ECB rate cuts should factor in balance sheet runoff, Cipollone says

FRANKFURT (Reuters) – European Central Bank interest rate cuts should compensate for the tightening impact of the bank’s balance sheet runoff, board member Piero Cipollone said on Tuesday, hinting that borrowing costs may need to go lower than some think.

The ECB plans to let hundreds of billions if not trillions of euros worth of debt expire in the coming years and just in 2025 around 500 billion euros ($522 billion) worth of bonds, mostly government debt, are set to mature as part of a long-agreed normalisation process.

This gradual reduction of bond holdings, also called quantitative tightening, agreed when inflation was far too high, is now working counter to the ECB’s aim of easing borrowing costs for an economy that has been broadly stagnant for two years now.

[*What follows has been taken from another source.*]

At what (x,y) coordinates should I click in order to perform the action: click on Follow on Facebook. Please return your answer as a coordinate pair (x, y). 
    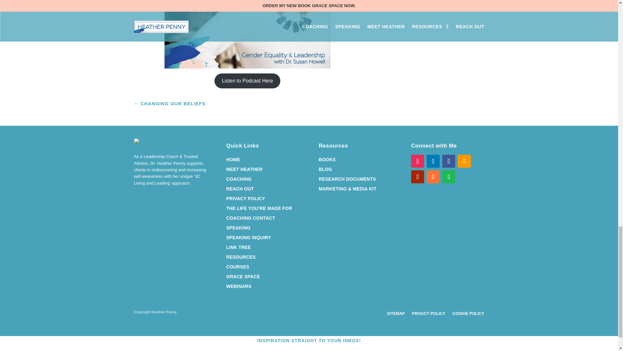
    Looking at the image, I should click on (449, 161).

“While our rate cuts exert downward pressure primarily at the short end of the yield curve, our quantitative tightening exerts upward pressure on long-term maturities,” Cipollone said at an event with media outlet MNI.

“This serves to tighten financial conditions.”

“To strike the right balance, we should ensure that our rate decisions adequately compensate for the tightening induced by the reduction of our balance sheet.”

The argument would suggest that Cipollone may favour continued rate cuts as the balance sheet runoff could still continue for years, exerting upward pressure on long term borrowing costs.

Markets now see another three rate cuts this year, taking the benchmark deposit rate to 2%, the likely bottom of the current easing cycle.

At its peak in early 2022, the bank’s oversized holding of bonds lowered ten-year sovereign bond yields by around 175 basis points but that impact is now down to around 75 bps and falling, Cipollone said.

Cipollone declined to give an optimal size for the bank’s balance sheet and said this depended in great deal on commercial banks’ liquidity demands.

The ECB is still sitting on about 4.2 trillion euros worth of bonds purchased for monetary policy purposes.

“The further decline in our balance sheet must remain on a gradual and predictable path to avoid financial amplification effects,” Cipollone said.